I have longed for decades to have the ability to sing on key. I don’t mean an excess of talent or star power. I don’t want to be Taylor Swift or Barbra Streisand. I just want to be able to join in on sing-alongs. I’d like to throw in some song to my spoken-word stuff.

I would like to not be embarrassed by my voice.
My 7th-grade chorus teacher pulled me aside on the last day of school to tell me not to sign up for 8th-grade chorus. I knew I didn’t have a great voice, but I hadn’t realized until then that I was hopeless. Did you see Meryl Streep in the movie Florence Foster Jenkins?
That would be me.
Really. I once sang Twinkle, Twinkle Little Star to my son when he was a toddler. He put his tiny hand over my lips and said, “Mama, no.”
I’ve always said you can tell life is not a performance because no one breaks into song at the grocery store. Well. If I could carry a tune, I would dance and sing my way through the Kroger and everywhere else. Every once in a great while, I will break into Onward Christian Soldiers at the office on a particularly frenzied day, but I’ve worked there for 20 years. They’ve seen me vomit into my wastebasket. There, I have no shame, though perhaps I should.
My last best friend, the one who suddenly died exactly six months after my dad, attended Ohio University on a voice scholarship. She very seldom sang – she said she had ruined her voice with cigarettes and nonpractice. I wanted to throttle her.
Susan maintained that everyone could be taught to sing on key. And I told her, “No, you don’t understand.” But she insisted.
So, we sat on the steps of her wonderful porch one beautiful day – I think it was about this time of year – and Susan tried. She’d sing a note and tell me to listen and then match it.
I laughed. “Susan, if I could do that, we wouldn’t be here.”
But she insisted.
After about 20 minutes, she shook her head and lit a cigarette. I could tell she was trying to find the right words. Finally, she said, “The problem is you hear everything.”
I said, “Well, yeah. What is your point?”
She said, “You can’t seem to separate the notes. You use them all at once with a few extras thrown in. I’ve never seen this before.”
I just laughed. I felt vindicated. But I also felt like a freak of nature.
But I do hear everything. I am not a visual learner. I am auditory. Give me a good speech or lecture. Forget the PowerPoint. I can listen to you, or I can read the PowerPoint slides, but I cannot do both at the same time.
I do not use music as background noise. I may not be able to carry a tune, but I have a good ear, and that just adds insult to injury. When I listen to music, I sit and I listen fully lost in the sound. I do not listen to music in the car unless it’s a long road trip with little traffic; otherwise, I would be a menace on the road. Well, even more so than I am.
[An aside, I do not confuse the sounds I dance to with the music I listen to.]
I would also like to play an instrument or two or three. But that desire pales in comparison to the singing thing.
Yes. I would be a one-woman show everywhere I went if only I could carry a tune.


# Work to be completed
Pick every line from the data that holds the word "screenshot".

Records from a dataset:
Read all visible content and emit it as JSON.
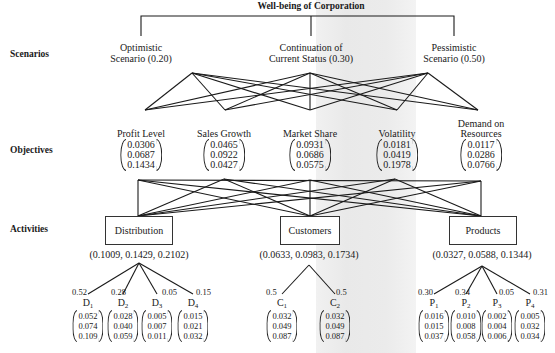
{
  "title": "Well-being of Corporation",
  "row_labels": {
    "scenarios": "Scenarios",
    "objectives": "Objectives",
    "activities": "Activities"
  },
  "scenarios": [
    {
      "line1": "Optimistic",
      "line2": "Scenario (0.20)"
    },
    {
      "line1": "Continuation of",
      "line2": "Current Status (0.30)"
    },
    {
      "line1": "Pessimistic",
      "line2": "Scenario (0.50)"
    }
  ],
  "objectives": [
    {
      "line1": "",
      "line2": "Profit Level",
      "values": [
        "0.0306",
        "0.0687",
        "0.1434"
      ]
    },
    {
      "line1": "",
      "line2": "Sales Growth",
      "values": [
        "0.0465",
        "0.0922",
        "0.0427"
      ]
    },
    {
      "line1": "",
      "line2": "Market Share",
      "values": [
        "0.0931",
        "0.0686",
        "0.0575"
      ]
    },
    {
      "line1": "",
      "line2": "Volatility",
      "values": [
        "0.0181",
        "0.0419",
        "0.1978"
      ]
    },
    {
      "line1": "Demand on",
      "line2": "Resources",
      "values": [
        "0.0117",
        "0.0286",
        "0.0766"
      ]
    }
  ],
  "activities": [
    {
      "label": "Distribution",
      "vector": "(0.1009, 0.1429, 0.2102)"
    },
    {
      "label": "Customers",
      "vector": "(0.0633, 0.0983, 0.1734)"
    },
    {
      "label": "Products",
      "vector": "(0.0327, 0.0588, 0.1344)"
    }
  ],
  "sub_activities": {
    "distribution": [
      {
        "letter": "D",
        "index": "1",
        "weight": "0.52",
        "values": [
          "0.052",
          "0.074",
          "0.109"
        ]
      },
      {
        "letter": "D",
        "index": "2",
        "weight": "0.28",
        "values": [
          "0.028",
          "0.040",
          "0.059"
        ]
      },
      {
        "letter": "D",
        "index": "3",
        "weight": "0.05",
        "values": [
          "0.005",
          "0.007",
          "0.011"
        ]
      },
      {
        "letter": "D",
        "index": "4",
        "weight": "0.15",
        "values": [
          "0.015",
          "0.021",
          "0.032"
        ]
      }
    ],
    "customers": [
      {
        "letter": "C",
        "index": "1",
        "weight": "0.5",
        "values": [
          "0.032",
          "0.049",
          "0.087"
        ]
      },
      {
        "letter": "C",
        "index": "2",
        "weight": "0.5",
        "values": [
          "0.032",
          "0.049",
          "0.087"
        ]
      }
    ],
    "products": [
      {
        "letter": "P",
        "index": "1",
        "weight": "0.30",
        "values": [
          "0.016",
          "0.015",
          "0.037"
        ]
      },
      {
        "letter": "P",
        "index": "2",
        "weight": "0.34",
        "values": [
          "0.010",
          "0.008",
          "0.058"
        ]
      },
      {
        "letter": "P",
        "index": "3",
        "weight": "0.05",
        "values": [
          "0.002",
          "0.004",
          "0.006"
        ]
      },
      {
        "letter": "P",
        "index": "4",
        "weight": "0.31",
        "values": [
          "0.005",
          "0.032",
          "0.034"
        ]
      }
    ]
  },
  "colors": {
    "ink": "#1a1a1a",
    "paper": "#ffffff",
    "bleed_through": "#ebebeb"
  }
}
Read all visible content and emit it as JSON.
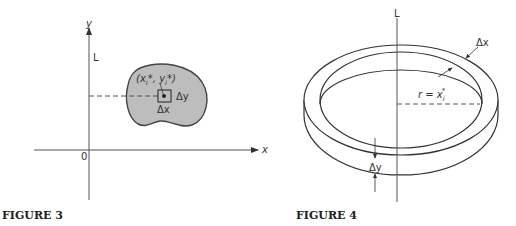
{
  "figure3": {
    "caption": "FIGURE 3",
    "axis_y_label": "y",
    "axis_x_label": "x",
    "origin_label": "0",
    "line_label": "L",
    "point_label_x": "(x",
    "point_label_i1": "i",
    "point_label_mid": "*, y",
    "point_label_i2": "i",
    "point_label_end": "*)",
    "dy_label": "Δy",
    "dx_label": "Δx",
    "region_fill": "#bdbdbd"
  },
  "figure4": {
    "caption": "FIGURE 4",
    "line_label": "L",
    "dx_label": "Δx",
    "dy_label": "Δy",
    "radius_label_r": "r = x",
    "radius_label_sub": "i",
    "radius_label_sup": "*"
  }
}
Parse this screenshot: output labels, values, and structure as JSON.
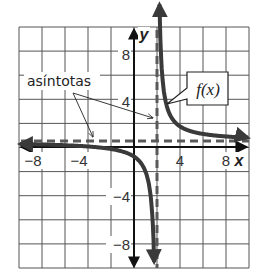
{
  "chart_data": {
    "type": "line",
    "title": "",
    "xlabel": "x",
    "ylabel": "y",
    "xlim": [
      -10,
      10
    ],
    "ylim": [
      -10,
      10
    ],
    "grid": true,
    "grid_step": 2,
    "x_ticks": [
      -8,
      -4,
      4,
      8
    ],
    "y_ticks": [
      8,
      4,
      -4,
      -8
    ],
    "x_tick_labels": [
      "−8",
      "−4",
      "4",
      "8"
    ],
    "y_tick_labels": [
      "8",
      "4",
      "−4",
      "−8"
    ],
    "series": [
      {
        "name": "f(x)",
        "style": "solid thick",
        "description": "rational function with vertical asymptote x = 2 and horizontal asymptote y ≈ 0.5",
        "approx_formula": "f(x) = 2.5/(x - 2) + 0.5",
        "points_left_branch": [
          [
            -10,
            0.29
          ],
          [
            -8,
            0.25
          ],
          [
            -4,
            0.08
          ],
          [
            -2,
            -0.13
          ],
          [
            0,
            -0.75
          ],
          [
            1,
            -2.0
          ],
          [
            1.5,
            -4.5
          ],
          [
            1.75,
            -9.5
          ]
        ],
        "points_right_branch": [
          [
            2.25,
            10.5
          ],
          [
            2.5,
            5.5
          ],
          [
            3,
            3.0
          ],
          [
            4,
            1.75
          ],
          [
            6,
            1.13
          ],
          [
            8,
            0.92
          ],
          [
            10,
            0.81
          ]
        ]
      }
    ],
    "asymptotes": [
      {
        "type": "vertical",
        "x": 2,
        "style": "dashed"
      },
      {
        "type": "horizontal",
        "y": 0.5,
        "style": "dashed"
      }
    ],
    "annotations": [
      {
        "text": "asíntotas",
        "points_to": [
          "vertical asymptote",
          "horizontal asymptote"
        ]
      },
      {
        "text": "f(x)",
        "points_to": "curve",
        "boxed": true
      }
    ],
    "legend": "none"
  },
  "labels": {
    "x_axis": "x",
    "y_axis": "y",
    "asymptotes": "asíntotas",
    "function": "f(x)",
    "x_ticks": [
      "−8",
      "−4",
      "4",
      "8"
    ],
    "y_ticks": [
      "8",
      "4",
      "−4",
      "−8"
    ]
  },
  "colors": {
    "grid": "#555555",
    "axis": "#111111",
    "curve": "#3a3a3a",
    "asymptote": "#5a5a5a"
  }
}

==

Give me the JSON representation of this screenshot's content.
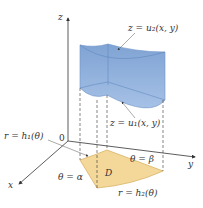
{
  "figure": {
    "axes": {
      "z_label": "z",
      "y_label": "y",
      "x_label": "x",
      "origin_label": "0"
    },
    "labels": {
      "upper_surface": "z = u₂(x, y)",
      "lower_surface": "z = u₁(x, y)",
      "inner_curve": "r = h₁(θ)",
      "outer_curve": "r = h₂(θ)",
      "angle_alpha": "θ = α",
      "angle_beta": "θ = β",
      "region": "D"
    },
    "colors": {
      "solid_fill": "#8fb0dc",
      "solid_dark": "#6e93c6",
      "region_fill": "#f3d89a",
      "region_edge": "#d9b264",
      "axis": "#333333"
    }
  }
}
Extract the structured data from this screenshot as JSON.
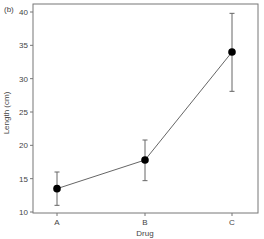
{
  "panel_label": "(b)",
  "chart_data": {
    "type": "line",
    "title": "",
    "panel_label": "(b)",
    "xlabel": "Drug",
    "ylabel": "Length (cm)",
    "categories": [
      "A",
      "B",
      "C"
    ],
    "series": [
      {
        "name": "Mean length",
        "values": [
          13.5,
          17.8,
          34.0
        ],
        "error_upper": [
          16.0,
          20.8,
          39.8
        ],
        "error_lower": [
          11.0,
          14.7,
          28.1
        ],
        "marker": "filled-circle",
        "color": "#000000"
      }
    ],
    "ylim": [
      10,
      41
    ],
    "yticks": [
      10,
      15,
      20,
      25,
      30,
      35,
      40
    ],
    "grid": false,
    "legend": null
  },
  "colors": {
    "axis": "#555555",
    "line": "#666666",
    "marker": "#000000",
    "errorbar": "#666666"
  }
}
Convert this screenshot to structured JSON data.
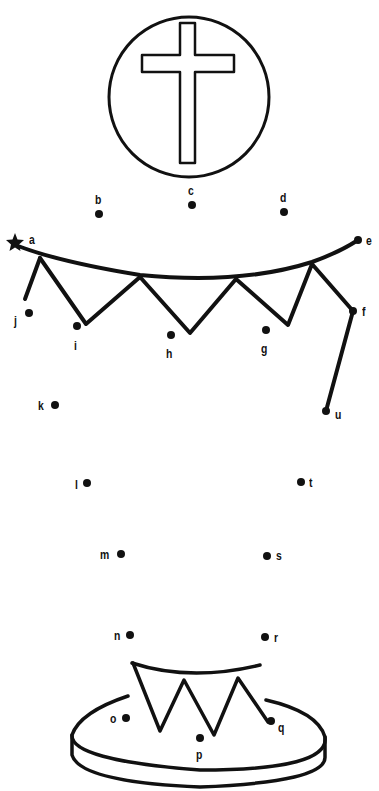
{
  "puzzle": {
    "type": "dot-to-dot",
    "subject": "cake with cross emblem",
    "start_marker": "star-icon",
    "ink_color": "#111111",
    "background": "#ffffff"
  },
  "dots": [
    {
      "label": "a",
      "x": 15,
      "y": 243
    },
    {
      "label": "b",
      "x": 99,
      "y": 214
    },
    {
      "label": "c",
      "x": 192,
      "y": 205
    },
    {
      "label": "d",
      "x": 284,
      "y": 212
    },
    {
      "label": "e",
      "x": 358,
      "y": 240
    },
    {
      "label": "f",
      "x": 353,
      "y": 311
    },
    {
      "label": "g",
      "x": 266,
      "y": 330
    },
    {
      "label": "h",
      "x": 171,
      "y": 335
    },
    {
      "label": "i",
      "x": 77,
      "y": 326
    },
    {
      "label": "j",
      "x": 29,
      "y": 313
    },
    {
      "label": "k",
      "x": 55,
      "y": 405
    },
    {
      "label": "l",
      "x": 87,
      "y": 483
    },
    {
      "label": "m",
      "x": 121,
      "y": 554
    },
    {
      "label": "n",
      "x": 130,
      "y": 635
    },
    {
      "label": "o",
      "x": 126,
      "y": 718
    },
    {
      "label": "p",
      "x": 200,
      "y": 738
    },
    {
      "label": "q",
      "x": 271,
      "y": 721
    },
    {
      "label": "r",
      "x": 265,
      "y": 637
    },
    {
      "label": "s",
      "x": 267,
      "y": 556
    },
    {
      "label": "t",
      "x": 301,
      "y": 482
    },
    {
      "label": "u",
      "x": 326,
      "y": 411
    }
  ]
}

* * *

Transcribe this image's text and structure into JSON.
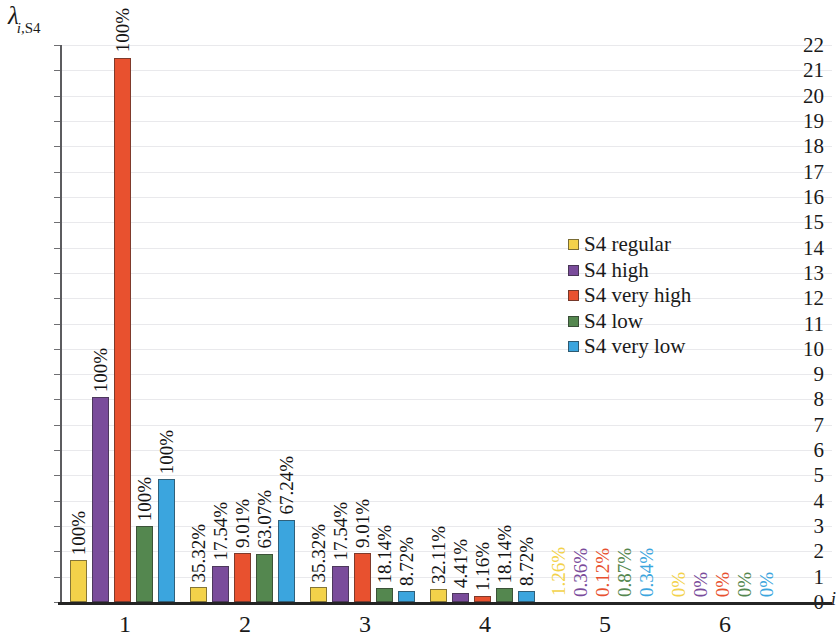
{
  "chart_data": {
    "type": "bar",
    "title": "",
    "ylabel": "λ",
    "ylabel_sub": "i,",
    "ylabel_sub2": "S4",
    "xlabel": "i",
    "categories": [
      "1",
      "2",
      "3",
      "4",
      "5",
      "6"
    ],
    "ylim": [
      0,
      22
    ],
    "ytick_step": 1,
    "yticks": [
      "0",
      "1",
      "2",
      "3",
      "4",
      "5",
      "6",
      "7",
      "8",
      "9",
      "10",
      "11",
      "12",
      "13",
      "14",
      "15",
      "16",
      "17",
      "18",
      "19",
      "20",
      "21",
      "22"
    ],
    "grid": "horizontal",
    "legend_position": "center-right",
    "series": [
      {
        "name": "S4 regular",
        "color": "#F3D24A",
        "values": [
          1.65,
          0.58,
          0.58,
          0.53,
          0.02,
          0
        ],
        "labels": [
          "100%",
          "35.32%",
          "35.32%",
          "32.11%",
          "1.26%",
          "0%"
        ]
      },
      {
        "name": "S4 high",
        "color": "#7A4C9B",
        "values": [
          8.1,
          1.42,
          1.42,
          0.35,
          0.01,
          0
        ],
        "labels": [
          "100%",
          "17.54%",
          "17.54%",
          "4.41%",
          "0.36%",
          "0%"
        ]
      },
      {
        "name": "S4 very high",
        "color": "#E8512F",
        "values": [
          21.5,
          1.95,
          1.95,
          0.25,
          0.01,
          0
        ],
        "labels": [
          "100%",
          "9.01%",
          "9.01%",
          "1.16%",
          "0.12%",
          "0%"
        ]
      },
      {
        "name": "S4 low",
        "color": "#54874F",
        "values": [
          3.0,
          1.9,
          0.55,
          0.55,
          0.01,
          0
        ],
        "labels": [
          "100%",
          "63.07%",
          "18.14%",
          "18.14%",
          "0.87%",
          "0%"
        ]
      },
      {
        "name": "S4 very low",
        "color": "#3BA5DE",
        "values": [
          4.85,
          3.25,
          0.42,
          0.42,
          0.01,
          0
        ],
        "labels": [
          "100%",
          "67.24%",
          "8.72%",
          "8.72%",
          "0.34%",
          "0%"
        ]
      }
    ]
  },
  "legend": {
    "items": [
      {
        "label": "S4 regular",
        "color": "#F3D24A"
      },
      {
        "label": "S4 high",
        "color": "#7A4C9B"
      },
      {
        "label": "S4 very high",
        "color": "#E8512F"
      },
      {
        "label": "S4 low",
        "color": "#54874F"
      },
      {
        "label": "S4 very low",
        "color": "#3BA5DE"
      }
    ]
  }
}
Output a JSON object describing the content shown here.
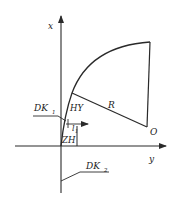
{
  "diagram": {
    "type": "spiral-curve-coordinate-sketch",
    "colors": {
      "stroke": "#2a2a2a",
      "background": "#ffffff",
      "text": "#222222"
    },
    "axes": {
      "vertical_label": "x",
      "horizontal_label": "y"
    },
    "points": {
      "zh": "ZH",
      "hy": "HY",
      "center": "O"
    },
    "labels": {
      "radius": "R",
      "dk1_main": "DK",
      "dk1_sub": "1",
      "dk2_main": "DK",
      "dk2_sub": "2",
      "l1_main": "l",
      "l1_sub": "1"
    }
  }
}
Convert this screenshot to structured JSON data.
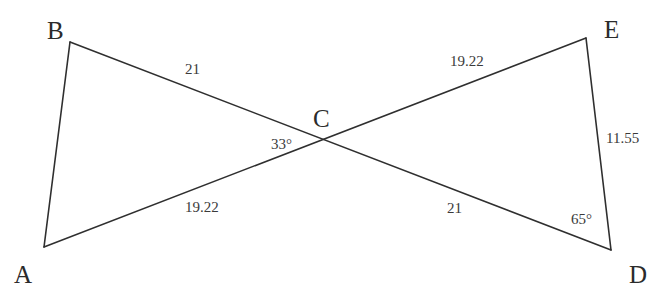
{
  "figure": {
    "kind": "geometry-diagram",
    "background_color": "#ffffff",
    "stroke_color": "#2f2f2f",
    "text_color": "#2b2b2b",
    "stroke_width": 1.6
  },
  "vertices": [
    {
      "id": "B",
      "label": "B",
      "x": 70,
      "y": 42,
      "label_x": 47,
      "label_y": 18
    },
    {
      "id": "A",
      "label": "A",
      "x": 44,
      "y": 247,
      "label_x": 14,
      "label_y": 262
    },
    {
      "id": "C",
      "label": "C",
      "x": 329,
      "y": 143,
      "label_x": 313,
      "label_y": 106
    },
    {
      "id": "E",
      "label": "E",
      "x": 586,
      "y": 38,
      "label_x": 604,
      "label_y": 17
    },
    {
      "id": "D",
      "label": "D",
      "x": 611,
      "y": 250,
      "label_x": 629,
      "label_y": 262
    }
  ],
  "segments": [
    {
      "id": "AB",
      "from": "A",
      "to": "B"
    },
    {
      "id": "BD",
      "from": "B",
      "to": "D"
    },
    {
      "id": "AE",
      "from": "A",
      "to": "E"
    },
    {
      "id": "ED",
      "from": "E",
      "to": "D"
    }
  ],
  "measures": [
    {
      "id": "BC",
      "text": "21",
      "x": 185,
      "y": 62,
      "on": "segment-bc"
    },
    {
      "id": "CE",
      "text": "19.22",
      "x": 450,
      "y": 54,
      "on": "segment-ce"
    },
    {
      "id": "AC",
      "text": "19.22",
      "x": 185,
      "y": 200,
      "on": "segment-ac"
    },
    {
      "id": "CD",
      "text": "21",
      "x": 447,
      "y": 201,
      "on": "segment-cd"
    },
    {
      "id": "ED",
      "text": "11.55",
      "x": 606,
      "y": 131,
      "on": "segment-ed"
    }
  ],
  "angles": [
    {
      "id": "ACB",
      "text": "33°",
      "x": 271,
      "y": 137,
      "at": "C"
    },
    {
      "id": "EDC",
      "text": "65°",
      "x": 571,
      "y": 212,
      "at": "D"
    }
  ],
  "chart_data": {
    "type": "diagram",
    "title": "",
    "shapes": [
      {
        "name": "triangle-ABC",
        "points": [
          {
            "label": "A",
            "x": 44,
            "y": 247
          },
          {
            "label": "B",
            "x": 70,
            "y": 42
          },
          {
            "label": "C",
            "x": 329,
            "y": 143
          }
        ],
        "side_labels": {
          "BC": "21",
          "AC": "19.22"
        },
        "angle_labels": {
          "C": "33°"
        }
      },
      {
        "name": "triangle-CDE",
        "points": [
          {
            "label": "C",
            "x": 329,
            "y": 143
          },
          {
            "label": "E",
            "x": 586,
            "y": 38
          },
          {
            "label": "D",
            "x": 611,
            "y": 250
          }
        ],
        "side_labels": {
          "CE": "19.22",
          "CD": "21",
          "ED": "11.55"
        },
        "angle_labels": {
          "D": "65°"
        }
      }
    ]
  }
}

# Output of the task
Parse this screenshot: output labels, values, and structure as JSON.
Give me the JSON representation of this screenshot's content.
Extract the structured data from this screenshot as JSON.
Convert this screenshot to structured JSON data.
Convert this screenshot to structured JSON data.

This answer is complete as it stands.